I do not think Pindaros is often without words, but he had none then. At last Hilaeira said, "Thank you. That's very, very kind of you, madame."
"Wait!" Pindaros leaped into the air, waving his hands. "I've got it-the city's saved!" He whirled about, arms wide, to address Hilaeira and Io. "Our freedom! My estate! We get to keep them!"
"It's true, Hypereides," Kalleos told him. "It's the Rope Makers. Our people wanted to burn Hill and take Cowland, but the Rope Makers wouldn't stand for it. They want to make sure we'll always have an enemy in the north."
CHAPTER XIII-Oh, Violet Crowned City!
Pindaros exclaimed, "Oh, bright bulwark of our nation, ruined!" A thin blue smoke overhung what had been the city of Deathless Thought; and though it was set well back from the sea (Tieup, at the edge of the water, had fared much better) the clear air and bright summer sunshine mercilessly revealed how little remained.
"Oh, violet crowned!" Pindaros turned away.
Hilaeira asked, "How can you sing its praises? This is what these people would have done to us."

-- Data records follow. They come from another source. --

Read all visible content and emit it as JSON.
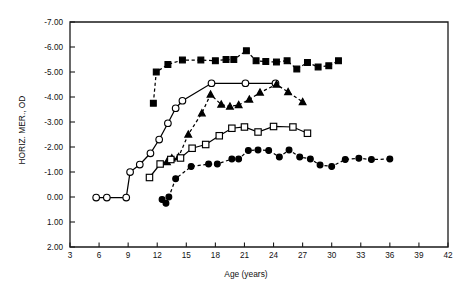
{
  "chart_data": {
    "type": "line",
    "title": "",
    "xlabel": "Age (years)",
    "ylabel": "HORIZ. MER., OD",
    "xlim": [
      3,
      42
    ],
    "ylim": [
      2.0,
      -7.0
    ],
    "y_inverted": true,
    "grid": false,
    "legend": "none",
    "xticks": [
      3,
      6,
      9,
      12,
      15,
      18,
      21,
      24,
      27,
      30,
      33,
      36,
      39,
      42
    ],
    "xticklabels": [
      "3",
      "6",
      "9",
      "12",
      "15",
      "18",
      "21",
      "24",
      "27",
      "30",
      "33",
      "36",
      "39",
      "42"
    ],
    "yticks": [
      -7.0,
      -6.0,
      -5.0,
      -4.0,
      -3.0,
      -2.0,
      -1.0,
      0.0,
      1.0,
      2.0
    ],
    "yticklabels": [
      "-7.00",
      "-6.00",
      "-5.00",
      "-4.00",
      "-3.00",
      "-2.00",
      "-1.00",
      "0.00",
      "1.00",
      "2.00"
    ],
    "series": [
      {
        "name": "subject-1",
        "marker": "filled-square",
        "line": "dashed",
        "x": [
          11.6,
          11.9,
          13.1,
          14.6,
          16.5,
          18.0,
          19.1,
          19.9,
          21.2,
          22.2,
          23.2,
          24.3,
          25.4,
          26.4,
          27.5,
          28.6,
          29.7,
          30.7
        ],
        "y": [
          -3.75,
          -5.0,
          -5.3,
          -5.48,
          -5.48,
          -5.45,
          -5.5,
          -5.5,
          -5.85,
          -5.45,
          -5.42,
          -5.4,
          -5.45,
          -5.12,
          -5.38,
          -5.2,
          -5.25,
          -5.45
        ]
      },
      {
        "name": "subject-2",
        "marker": "open-circle",
        "line": "solid",
        "x": [
          5.7,
          6.8,
          8.8,
          9.2,
          10.2,
          11.3,
          12.2,
          13.1,
          13.9,
          14.6,
          17.6,
          21.1,
          24.2
        ],
        "y": [
          0.02,
          0.02,
          0.02,
          -1.0,
          -1.3,
          -1.75,
          -2.3,
          -2.95,
          -3.55,
          -3.85,
          -4.55,
          -4.55,
          -4.55
        ]
      },
      {
        "name": "subject-3",
        "marker": "filled-triangle",
        "line": "dashed",
        "x": [
          13.0,
          13.5,
          14.2,
          15.2,
          16.6,
          17.5,
          18.6,
          19.5,
          20.4,
          21.5,
          22.6,
          24.3,
          25.5,
          27.0
        ],
        "y": [
          -1.4,
          -1.55,
          -1.6,
          -2.5,
          -3.35,
          -4.1,
          -3.7,
          -3.62,
          -3.68,
          -3.9,
          -4.18,
          -4.5,
          -4.2,
          -3.8
        ]
      },
      {
        "name": "subject-4",
        "marker": "open-square",
        "line": "solid",
        "x": [
          11.2,
          12.3,
          13.4,
          14.4,
          15.6,
          17.0,
          18.4,
          19.7,
          21.0,
          22.4,
          24.0,
          26.0,
          27.5
        ],
        "y": [
          -0.78,
          -1.32,
          -1.5,
          -1.56,
          -1.95,
          -2.1,
          -2.45,
          -2.75,
          -2.8,
          -2.6,
          -2.82,
          -2.8,
          -2.55
        ]
      },
      {
        "name": "subject-5",
        "marker": "filled-circle",
        "line": "dashed",
        "x": [
          12.5,
          12.9,
          13.2,
          13.9,
          15.5,
          17.3,
          18.2,
          19.7,
          20.4,
          21.4,
          22.4,
          23.5,
          24.6,
          25.6,
          26.7,
          27.8,
          28.8,
          30.0,
          31.4,
          32.8,
          34.1,
          36.0
        ],
        "y": [
          0.1,
          0.25,
          0.0,
          -0.73,
          -1.22,
          -1.32,
          -1.32,
          -1.52,
          -1.52,
          -1.86,
          -1.88,
          -1.86,
          -1.6,
          -1.88,
          -1.6,
          -1.52,
          -1.28,
          -1.22,
          -1.5,
          -1.55,
          -1.5,
          -1.52
        ]
      }
    ]
  }
}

"Because we chose to surrender," Pindaros told her. "And lost even when we fought for the Great King. They chose to resist, and won even with us against them. We were wrong, and they were right. Their city was destroyed; ours deserved it."
"You can't mean that."
"I do. I love our shining city as much as any man can love his home, and I'm delighted it's endured. But I studied here with Agathocles and Apollodoros, and I won't pretend this was the justice of the gods."
The black man pointed to himself and me to indicate we had assisted in the destruction. I nodded to show I understood, hoping no one else had seen him.
Hypereides came aft rubbing his hands. The wind had veered north as soon as we left the bay, so he felt certain he enjoyed divine favor. "What a ship! Loaded to the gunnels and still outreaching the others. That's the Long Coast whizzing past, my boy, the land that bore her and us. If I'd known she'd be this good, I'd have had three triremes instead of one and the triacontors. Well, too bad for their skippers, I say. This'll teach 'em their old boss's still the boss."
Io piped, "Clytia has her oars out, sir. Now Eidyia's putting hers out too."
"They think they can beat us like that, little sweetheart, but don't you bet on it. We can match 'em trick for trick." In a few moments more, our own crew was hard at work. "I love my boy, and so does he! But all I do is stir this sea!" They stirred it well enough; we reached the boathouses a ship's length ahead of Eidyia and three before Clytia.
I went forward to join Kalleos while the sailors were unshipping the masts. She was keeping watch over her women, who were alternately snubbing Acetes's soldiers and joking with them. "Wasn't that a lovely sail?" she asked. "I'll tell you, I hate to see it put away."
"Not half so beautiful as the original, madame." Her blue eyes shone.